THE GOSPEL ACCORDING TO FAIRBAIRN

Chapter 1.

"Those last four shots are too low-pitched to be from a rifle," Jamie said, puzzled.

Cavanaugh nodded. "Sounds like they came from the ridge where the sniper was. But we're too far away for anybody to expect to hit us with a pistol from there. It doesn't make sense."

Jamie studied their surroundings. "We need better cover."

"Right. For all we know, there's still at least one shooter on this side of the canyon. Keep down," he told William and Mrs. Patterson. "Move back."

Deeper into the woods, they found a depression circled by trees and squirmed into it.

"Mrs. Patterson, face this way," Jamie said, watching the elderly woman take her small Ladysmith revolver from her apron. "Aim toward the trees."

"William, you face this way." Cavanaugh unholstered his pistol and gave it to the attorney. "Keep it pointed away from us. Don't pull the trigger unless I tell you."

Cavanaugh and Jamie sank low, every quadrant occupied.

"When I get out of this–" Emotion made William's voice thick. "–I'm going to take shooting lessons. Karate lessons. Every damned lesson I can find. I won't feel helpless like this again."

"I'll be glad to teach you," Cavanaugh said, trying to distract William from his fear. "Especially about Fairbairn."

"Fairbairn? Who's he ?"

"But here's your first lesson. Stop talking. We need to be quiet so we can listen if someone's sneaking up on us."

"Oh." William's face turned red with embarrassment. "Yes."

They waited and watched the forest. Cavanaugh's need to protect helped distract him from his rage. He wanted to get his hands on whoever had ordered the attack, to slam that person's head against a rock until bone cracked and–

No. Fantasies about revenge were a liability. Anger got in the way of clear thinking.

Concentrate on keeping everybody alive.

A minute passed. Cavanaugh's ears continued to ring because of the explosions and the shots he'd fired. He worked to filter out that sound, to listen beyond it, trying to detect any noise in the forest.

Ten minutes. Fifteen.

Sweat oozed from under his body armor. His back hurt from the force of the bullet that the armor had stopped. As he aimed toward the trees, his heart thumped against the ground.

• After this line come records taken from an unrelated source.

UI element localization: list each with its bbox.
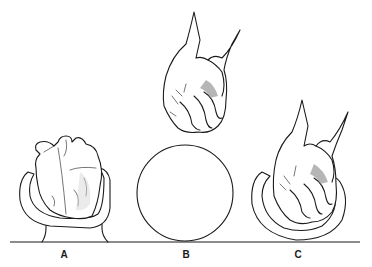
panel-c-fist-in-cup — [252, 100, 348, 240]
panel-label-c: C — [294, 250, 301, 260]
panel-label-b: B — [182, 250, 189, 260]
panel-b-fist-above-sphere — [137, 12, 240, 241]
sphere — [137, 145, 233, 241]
panel-a-heart-in-cup — [20, 136, 110, 242]
panel-label-a: A — [60, 250, 67, 260]
illustration — [0, 0, 372, 267]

There! A branch snapped deep in the trees. Cavanaugh steadied his rifle in that direction. Another branch snapped, and now Cavanaugh's finger slid onto the trigger.

He relaxed as an elk poked its head from the underbrush, its antlers blending with the dead branches of a tree behind it.

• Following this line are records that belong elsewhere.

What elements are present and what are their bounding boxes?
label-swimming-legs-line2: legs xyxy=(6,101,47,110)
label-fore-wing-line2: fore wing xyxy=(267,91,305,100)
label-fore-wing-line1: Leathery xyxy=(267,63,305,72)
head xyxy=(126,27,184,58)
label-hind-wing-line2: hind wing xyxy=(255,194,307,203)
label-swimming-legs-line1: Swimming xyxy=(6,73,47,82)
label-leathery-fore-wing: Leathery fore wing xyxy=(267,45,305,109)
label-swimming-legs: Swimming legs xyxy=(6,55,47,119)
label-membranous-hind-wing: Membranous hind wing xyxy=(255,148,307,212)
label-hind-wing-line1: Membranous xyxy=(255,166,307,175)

Maybe this is going to be all right , he thought. The elk wouldn't be wandering in this direction if somebody with a rifle is out there, creeping toward us.

Then another elk appeared, and Cavanaugh became more hopeful.

At once, the animals bolted, their hind legs kicking as they crashed through the forest. Somebody is out there. Cavanaugh again touched the trigger. But then he realized what had spooked the elk. Not somebody creeping among the trees.

A noise. Far away but getting louder. A high-pitched cluster of sirens. The police and the emergency crews were finally coming.

Cavanaugh studied the forest one more time and murmured to the group, "I think we're going to make it."

"Whatever pressure you put on me, I can take," William said.

"What?"

"I went to Harvard law school. Nothing's more brutal than that. I'm holding you to your promise to teach me. And while you're at it, who the hell is Fairbairn?"

"When this is over, I'll tell you." Taking refuge in his protector's role, Cavanaugh distracted William from present fears by projecting him into the future.

Chapter 2.

They stayed within the forest, moving southward along the edge of the smoldering meadow.

"You think the sniper might still be on that ridge?" William kept glancing in that direction.

"He might have risked staying, in case we get careless when help arrives. It's better if we don't step into the open."

When the sirens stopped, Cavanaugh turned toward the silence. Through a gap in the trees, he saw scattered, burning timbers: all that remained of the lodge. To subdue another burst of fury, he focused on movement within the smoke, relieved to see that five of his horses had survived. They gathered nervously near the one that had been killed. Sickened, he shifted his gaze toward the countless bullet holes in his car, its windows starred, some of them shattered. Thinking of Angelo's body inside it, he felt his fury intensify.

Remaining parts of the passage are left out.